Comment from a former HG+ anorexic perfectionist (not the only one on the board by a long shot, I'll be bound...): it may not be a popular view but I suspect there is no way you can talk about weight loss, food restriction, etc. without it being a danger to your intelligent perfectionist children. However you surround it with talk about wanting to be healthy, what you're drawing attention to is the fact that, because in earlier times you ate more than your bodies needed, now you need to eat less than you would like to, in order to get back to a good state. For an intelligent perfectionist child to decide to be very careful never to become overweight in the first place, and to do that by exercising careful control over what she eats, is unsurprising; and that level of concern about and control over food intake is in itself dangerous. (You can say "you just listen to your body, you're fine" but if you're simultaneously noticeably doing something different, this is a bit "don't think about a pink elephant".)

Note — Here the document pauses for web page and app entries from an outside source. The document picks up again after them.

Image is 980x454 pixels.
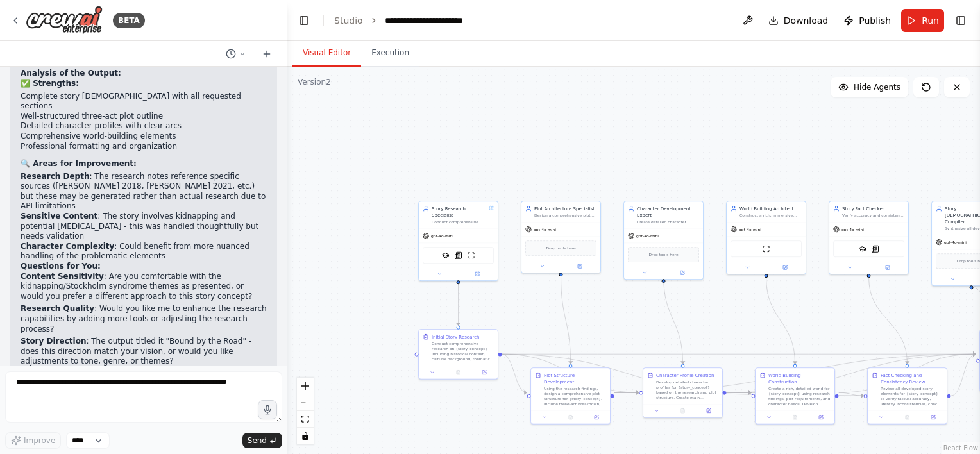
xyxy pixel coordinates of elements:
div: Develop detailed character profiles for {story_concept} based on the research and plot structure.... [656,380,719,400]
img: ScrapeWebsiteTool [763,245,770,253]
div: Version 2 [298,77,331,87]
button: fit view [297,411,313,428]
g: Edge from 470657ac-fa62-4c29-a2be-55afff802f5a to 2d4711e8-87e1-439c-97f6-8cfe3cccb5a7 [866,277,911,363]
span: gpt-4o-mini [533,227,556,232]
button: toggle interactivity [297,428,313,445]
span: Publish [858,14,891,27]
span: gpt-4o-mini [841,227,864,232]
div: Character Development Expert [637,205,699,218]
g: Edge from b501db54-ffcb-4464-9967-59dd94518196 to 2d4711e8-87e1-439c-97f6-8cfe3cccb5a7 [839,389,864,399]
button: Open in side panel [664,268,700,276]
li: Complete story [DEMOGRAPHIC_DATA] with all requested sections [21,91,267,111]
div: Character Profile CreationDevelop detailed character profiles for {story_concept} based on the re... [643,368,723,419]
a: Studio [334,16,363,26]
li: : The story involves kidnapping and potential [MEDICAL_DATA] - this was handled thoughtfully but ... [21,211,267,242]
div: Story Research Specialist [431,205,486,218]
div: Verify accuracy and consistency of all factual elements, historical references, scientific concep... [842,213,904,218]
strong: Research Quality [21,304,94,313]
button: Open in side panel [562,262,599,270]
div: Design a comprehensive plot structure for {story_concept} including three-act structure, key plot... [534,213,596,218]
div: Plot Structure Development [543,372,606,385]
div: World Building ConstructionCreate a rich, detailed world for {story_concept} using research findi... [755,368,835,425]
g: Edge from 1890be7b-e4fc-42dd-947a-34913b13cc52 to d080cce1-a52c-4ef7-8124-9493f309a511 [661,276,686,363]
button: No output available [781,413,808,421]
g: Edge from be7b4a94-51ec-4857-99c4-159269c2f1be to caee7968-3418-4755-9380-912e4b9b4e3e [558,276,574,363]
strong: Story Direction [21,337,86,346]
p: : The output titled it "Bound by the Road" - does this direction match your vision, or would you ... [21,337,267,367]
button: Show right sidebar [952,11,970,29]
strong: ✅ Strengths: [21,79,79,88]
div: World Building Construction [769,372,831,385]
span: gpt-4o-mini [636,234,658,239]
button: Open in side panel [810,413,832,421]
div: Plot Structure DevelopmentUsing the research findings, design a comprehensive plot structure for ... [531,368,611,425]
span: Improve [24,436,55,446]
li: Comprehensive world-building elements [21,131,267,142]
button: Improve [5,432,61,449]
button: Open in side panel [474,369,495,376]
img: SerplyScholarSearchTool [442,251,449,259]
img: SerplyNewsSearchTool [455,251,462,259]
div: Story Fact CheckerVerify accuracy and consistency of all factual elements, historical references,... [828,201,908,274]
span: Run [921,14,939,27]
button: Switch to previous chat [221,47,251,61]
button: Open in side panel [459,270,496,278]
span: gpt-4o-mini [738,227,761,232]
div: Fact Checking and Consistency Review [881,372,943,385]
div: Initial Story Research [431,334,479,340]
button: Hide left sidebar [295,11,313,29]
p: : Would you like me to enhance the research capabilities by adding more tools or adjusting the re... [21,304,267,334]
li: : The research notes reference specific sources ([PERSON_NAME] 2018, [PERSON_NAME] 2021, etc.) bu... [21,172,267,211]
button: No output available [893,413,920,421]
img: ScrapeWebsiteTool [468,251,475,259]
g: Edge from e0e36bfd-03a3-4a51-9217-2b70c3c49c5a to d95715f3-b101-4d7b-9f01-d40e651f4724 [502,351,976,357]
div: Using the research findings, design a comprehensive plot structure for {story_concept}. Include t... [543,386,606,407]
strong: Content Sensitivity [21,272,104,281]
strong: Character Complexity [21,242,114,251]
nav: breadcrumb [334,14,492,27]
div: Plot Architecture SpecialistDesign a comprehensive plot structure for {story_concept} including t... [521,201,601,274]
g: Edge from b709f648-3154-4362-bcc9-21493bffee80 to b501db54-ffcb-4464-9967-59dd94518196 [763,277,798,363]
span: Drop tools here [546,245,575,251]
strong: Analysis of the Output: [21,69,121,78]
g: Edge from 2d4711e8-87e1-439c-97f6-8cfe3cccb5a7 to d95715f3-b101-4d7b-9f01-d40e651f4724 [951,351,976,399]
strong: Sensitive Content [21,211,97,221]
strong: Questions for You: [21,262,101,271]
button: Run [901,9,944,32]
button: Open in side panel [767,264,803,271]
button: Open in side panel [870,264,906,271]
img: SerplyNewsSearchTool [871,245,879,253]
button: Send [242,433,282,449]
li: Professional formatting and organization [21,142,267,152]
li: Well-structured three-act plot outline [21,111,267,122]
button: Execution [361,40,419,66]
button: zoom in [297,378,313,394]
button: Hide Agents [831,77,908,98]
g: Edge from caee7968-3418-4755-9380-912e4b9b4e3e to d95715f3-b101-4d7b-9f01-d40e651f4724 [614,351,976,396]
img: Logo [26,6,103,35]
a: React Flow attribution [943,445,978,451]
div: Plot Architecture Specialist [534,205,596,211]
li: : Could benefit from more nuanced handling of the problematic elements [21,242,267,262]
span: gpt-4o-mini [431,234,454,239]
g: Edge from d080cce1-a52c-4ef7-8124-9493f309a511 to d95715f3-b101-4d7b-9f01-d40e651f4724 [726,351,976,396]
img: SerplyScholarSearchTool [858,245,866,253]
span: Hide Agents [853,82,901,92]
button: Open in side panel [922,413,944,421]
button: No output available [669,407,696,415]
div: Fact Checking and Consistency ReviewReview all developed story elements for {story_concept} to ve... [867,368,947,425]
g: Edge from 305aceca-8db9-44ff-af27-349b7618c0f2 to e0e36bfd-03a3-4a51-9217-2b70c3c49c5a [455,277,462,325]
span: Download [783,14,828,27]
span: Drop tools here [649,251,678,258]
div: Create a rich, detailed world for {story_concept} using research findings, plot requirements, and... [769,386,831,407]
span: Send [248,436,267,446]
g: Edge from e0e36bfd-03a3-4a51-9217-2b70c3c49c5a to b501db54-ffcb-4464-9967-59dd94518196 [502,351,751,396]
div: Story Research SpecialistConduct comprehensive research on {story_concept} to gather historical c... [418,201,499,281]
p: : Are you comfortable with the kidnapping/Stockholm syndrome themes as presented, or would you pr... [21,272,267,302]
div: Construct a rich, immersive world for {story_concept} including setting details, cultural systems... [739,213,801,218]
button: Open in side panel [698,407,719,415]
button: Publish [839,9,895,32]
button: Start a new chat [256,47,277,61]
span: gpt-4o-mini [944,240,966,245]
div: Story Fact Checker [842,205,904,211]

[And be careful about complacency: I remember, as a young child surrounded by dieting, eating what I was given and saying the right things, but deciding that, once I had enough autonomy over my eating, I would put clear blue water between me and being fat. In my teens I got the autonomy and did just that. When I was 5, my parents probably thought there was no problem, but there was. Being very good at delayed gratification has its drawbacks.]

My advice would be: imagine you're at a healthy weight and in a healthy lifestyle, and talk as you would talk if that were so. Don't mention weight. If you're eating less than you would then, fine, but do so without comment. Don't mention calories. And of course, exercise and encourage exercise, but don't connect this with weight.